All other 7920 inventions are probably already known and public knowleadge prior to their corresponding patent filings, but all partys win in granted patents (ibm & uspto), so what did you expect?
Patents are a horrible thing.
A smart guy sits in his home office and thinks of, for example, an amazing software idea that no other program does. Publishes it and gets pounced on by 18 lawyers because it infringes of a patent filed 10 years ago which has never EVER been used and was simply filed on the off-chance.
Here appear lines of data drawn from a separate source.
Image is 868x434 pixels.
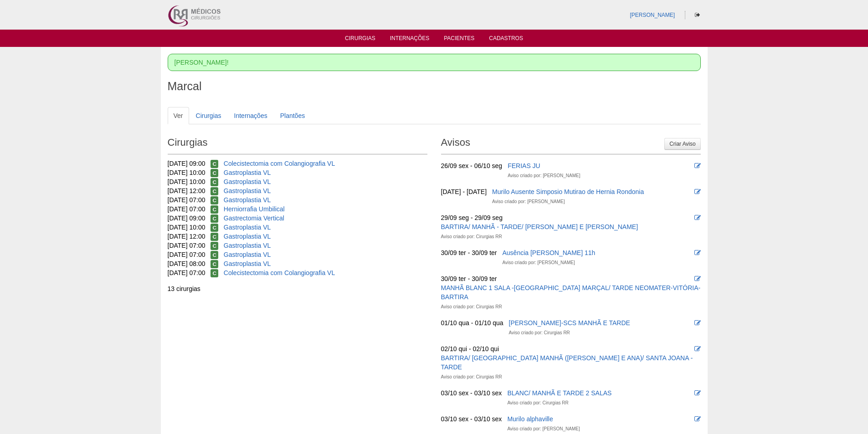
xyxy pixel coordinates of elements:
[441,232,503,242] div: Aviso criado por: Cirurgias RR
[168,269,205,277] span: [DATE] 07:00
[210,269,218,277] span: Confirmada
[224,224,271,231] a: Gastroplastia VL
[503,249,595,256] a: Ausência [PERSON_NAME] 11h
[695,214,701,221] i: Editar
[444,35,474,44] a: Pacientes
[210,160,218,168] span: Confirmada
[508,425,580,433] div: Aviso criado por: [PERSON_NAME]
[210,169,218,177] span: Confirmada
[168,224,205,231] span: [DATE] 10:00
[210,242,218,250] span: Confirmada
[168,214,205,222] span: [DATE] 09:00
[210,214,218,223] span: Confirmada
[441,134,701,154] h2: Avisos
[441,318,503,328] div: 01/10 qua - 01/10 qua
[168,187,205,194] span: [DATE] 12:00
[441,187,487,197] div: [DATE] - [DATE]
[508,171,580,180] div: Aviso criado por: [PERSON_NAME]
[503,258,575,267] div: Aviso criado por: [PERSON_NAME]
[210,187,218,196] span: Confirmada
[695,12,700,18] i: Sair
[441,345,499,353] div: 02/10 qui - 02/10 qui
[224,169,271,176] a: Gastroplastia VL
[441,373,503,381] div: Aviso criado por: Cirurgias RR
[168,197,205,203] span: [DATE] 07:00
[492,197,565,206] div: Aviso criado por: [PERSON_NAME]
[168,260,205,267] span: [DATE] 08:00
[210,205,218,214] span: Confirmada
[224,251,271,258] a: Gastroplastia VL
[210,232,218,241] span: Confirmada
[168,232,205,240] span: [DATE] 12:00
[224,214,285,222] a: Gastrectomia Vertical
[210,178,218,186] span: Confirmada
[441,388,503,397] div: 03/10 sex - 03/10 sex
[441,284,701,300] a: MANHÃ BLANC 1 SALA -[GEOGRAPHIC_DATA] MARÇAL/ TARDE NEOMATER-VITÓRIA-BARTIRA
[695,320,701,326] i: Editar
[695,189,701,195] i: Editar
[508,163,541,169] a: FERIAS JU
[274,107,311,124] a: Plantões
[695,163,701,169] i: Editar
[695,390,701,397] i: Editar
[168,81,701,92] h1: Marcal
[630,12,675,18] a: [PERSON_NAME]
[228,107,273,124] a: Internações
[441,161,503,170] div: 26/09 sex - 06/10 seg
[168,160,205,167] span: [DATE] 09:00
[345,35,376,44] a: Cirurgias
[492,188,644,196] a: Murilo Ausente Simposio Mutirao de Hernia Rondonia
[441,302,503,311] div: Aviso criado por: Cirurgias RR
[509,328,570,338] div: Aviso criado por: Cirurgias RR
[224,269,335,277] a: Colecistectomia com Colangiografia VL
[210,260,218,268] span: Confirmada
[168,178,205,186] span: [DATE] 10:00
[224,260,271,267] a: Gastroplastia VL
[224,242,271,249] a: Gastroplastia VL
[695,416,701,422] i: Editar
[441,354,693,371] a: BARTIRA/ [GEOGRAPHIC_DATA] MANHÃ ([PERSON_NAME] E ANA)/ SANTA JOANA -TARDE
[168,107,189,124] a: Ver
[190,107,227,124] a: Cirurgias
[664,138,700,150] a: Criar Aviso
[441,213,503,222] div: 29/09 seg - 29/09 seg
[489,35,523,44] a: Cadastros
[508,390,612,397] a: BLANC/ MANHÃ E TARDE 2 SALAS
[509,319,630,327] a: [PERSON_NAME]-SCS MANHÃ E TARDE
[441,223,639,231] a: BARTIRA/ MANHÃ - TARDE/ [PERSON_NAME] E [PERSON_NAME]
[168,169,205,176] span: [DATE] 10:00
[695,345,701,352] i: Editar
[168,251,205,258] span: [DATE] 07:00
[224,178,271,186] a: Gastroplastia VL
[441,274,497,283] div: 30/09 ter - 30/09 ter
[224,187,271,194] a: Gastroplastia VL
[508,398,568,408] div: Aviso criado por: Cirurgias RR
[224,232,271,240] a: Gastroplastia VL
[695,249,701,256] i: Editar
[210,197,218,204] span: Confirmada
[210,224,218,231] span: Confirmada
[224,205,285,213] a: Herniorrafia Umbilical
[168,284,428,294] div: 13 cirurgias
[224,160,335,167] a: Colecistectomia com Colangiografia VL
[441,414,503,424] div: 03/10 sex - 03/10 sex
[508,415,553,423] a: Murilo alphaville
[390,35,430,44] a: Internações
[224,197,271,203] a: Gastroplastia VL
[441,248,497,257] div: 30/09 ter - 30/09 ter
[168,205,205,213] span: [DATE] 07:00
[695,276,701,282] i: Editar
[168,54,701,71] div: [PERSON_NAME]!
[168,134,428,154] h2: Cirurgias
[210,251,218,259] span: Confirmada
[168,242,205,249] span: [DATE] 07:00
Another good example is apple's patent about detecting whether a car is moving to disable facetime to save lives. They filed the patent and never implemented it. Now if somebody - entirely without knowing about the patent - comes up with an idea similar enough to that and decides to implement it they risk (and probably will be) attacked by an army of lawyers corralled by a greedy megacorporation.
Patents should only cover things in production or very-soon-to-be in production.
This is why is doesn't make sense to even try. Even if you had a good idea, you''ll spend the rest of your life defending it in court against nebulous patents, and end up eating out of dumpsters while the mother fuckers in industry make the money.
IBM and others are looking at big money in surveillance.
Things like Watson were not built to explore or advance AI (though they may have had that effect). Watson was built to provide meaningful, timely answers using the giant pile of data various corporations and government entities are collecting on everyone.
IBM has had brain drain since Neo-Con management has taken over, gutting the company in a desperate race toward a Nike model where the corporation is reduced to, IP, executives and lawyers with outside contractors doing everything else.
I think, given who the IBM target company is, I feel our purpose is to be essential to our clients. - Ginni Rometty
Have gnu, will travel.
It will be Over 9000!
They should patent it.
They probably just dredged up 7000 old ones and added "on the internet" to them.
How many actual "researchers" does IBM have? Can a single person really do more than 1 or 2 patents in one year?
The top ten accounts for over 20 thousand patents, are we really supposed to believe the USPTO have enough staff to thoroughly research all these applications? I'd like to know how many IBM patent applications were rejected.
Smell my IBM vagina! It smells like WD-40 and Fecal Matter
Inhale IBM executives vagina with a deep inhale
Would an effort to publish non-patended and original ideas online be a plausible measure to "fight" patents? One could have an online community of people working together to come up with the ideas that could be patented and publish the idea before these mega-companies claim ownership of the idea and file them away to rot. Once it's "out there" it can't be patented, right?
"IBM is betting big on cloud and other services, having spun off its hardware units like servers and PCs to Lenovo" IBM still sells a lot of hardware. They mostly sell "big iron" stuff with higher profit margins than commodity Intel based servers. They still manufacture servers based on the Power processor, running AIX UNIX and IBMi (formerly AS/400). They still manufacture mainframes. Plus, they are still a big player in the enterprise storage server market. I'm guessing quite a number of patents still come from their hardware. Especially since it is mostly proprietary hardware, including the processors, etc. There wasn't much to patent (in comparison) in the Intel server and PC markets.
As we learned years ago from IBM's "Think" magazine, #5, 1990
The analysis presented in that text file is valuable to us to understand what this means:
Obviously that was written back when IBM had fewer patents, but it's no less true today. Continuing from the analysis:
Digital Citizen
You make some good suggestions.
I would add to that.
Make patenting costs an exponential cost for the number of patents held by related primarily benficial entities.
Patent Renewal Cost = No Of Patents Held ^ 3
Hold 1 Patent = $1
Hold 10 Patents = $1000
Hold 100 Patents = $1M
Hold 1000 Patents = $1B
46137
If you're not growing, you're dying!